Indie Film in South Africa Part 2

By Jon Plowman

How do you turn your passion for film into a profit? How does one take all that experience built up on non-paying indie projects, and turn it into a career? I’m glad you asked. Welcome to the second part of a two-part article on indie filmmaking.

It seems to me that a lot of filmmakers are chronically losing sight of a very simple fact: there has been a total revolution in the film industry in the last few years.

Categories
Truly Free Film

Indie Film in South Africa Part 1

By Jon Plowman

Ted asked me for this article last year. I agreed, because there are a couple of important points I’d like to put out there to encourage filmmakers in the same kind of position as I find myself.
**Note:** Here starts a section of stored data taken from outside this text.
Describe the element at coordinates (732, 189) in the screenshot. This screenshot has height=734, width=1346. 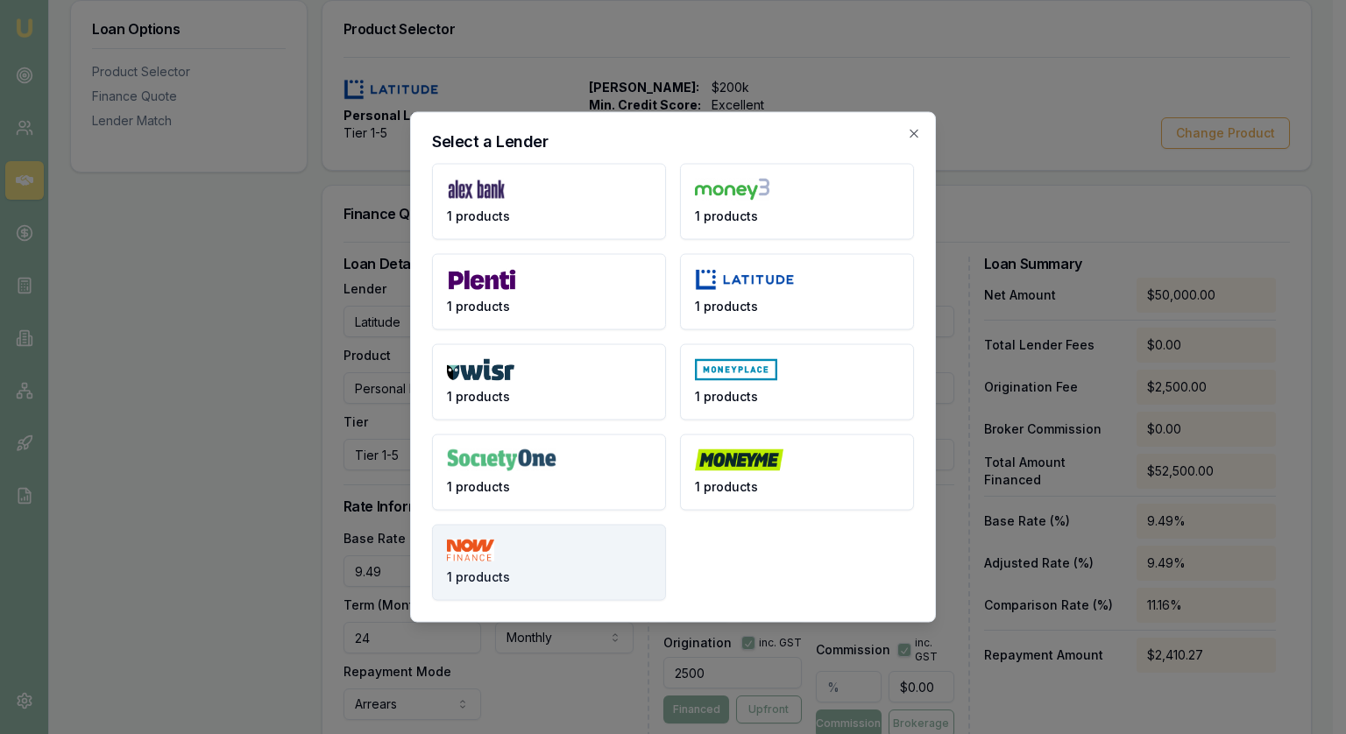
I see `img: Money3` at that location.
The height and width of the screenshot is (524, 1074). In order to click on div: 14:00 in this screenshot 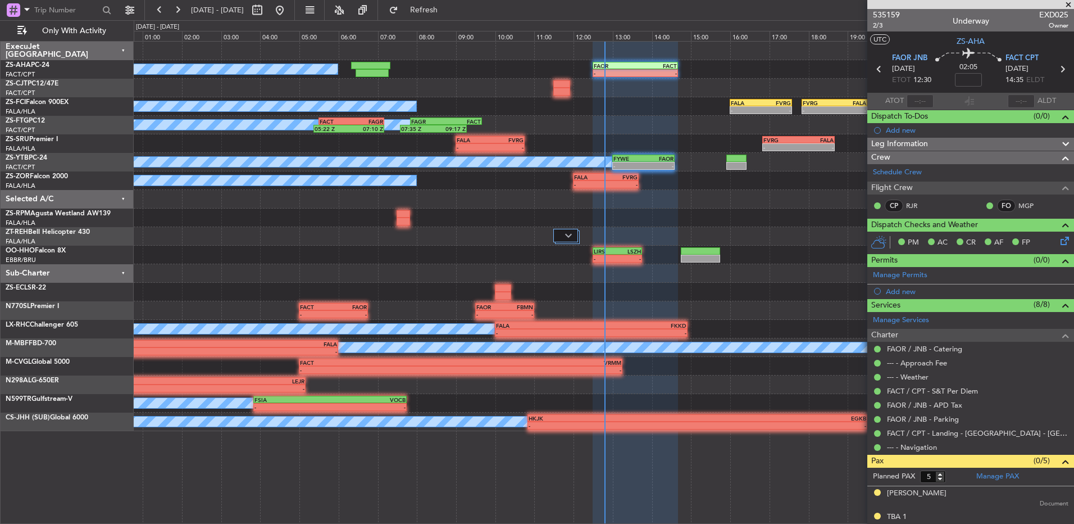, I will do `click(672, 36)`.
But before I could actually get around to writing the damn thing, I found myself retrenched. That’s “laid off” to most of you. I lost my job. Yeah, you know the one I mean, the one that actually pays the bills while I work on movies. My boss gave me a sob story about how he couldn’t afford to keep me on because the business was struggling. He has a wife and two small kids, and his business was their sole income. I couldn’t blame him. We feel the global recession here just as keenly as the US or Europe. So there I was, out on the street with R150 in my pocket. To put that in perspective, R1 = US$0.15, give or take.

Welcome to life as an indie film maker on the southern tip of Africa.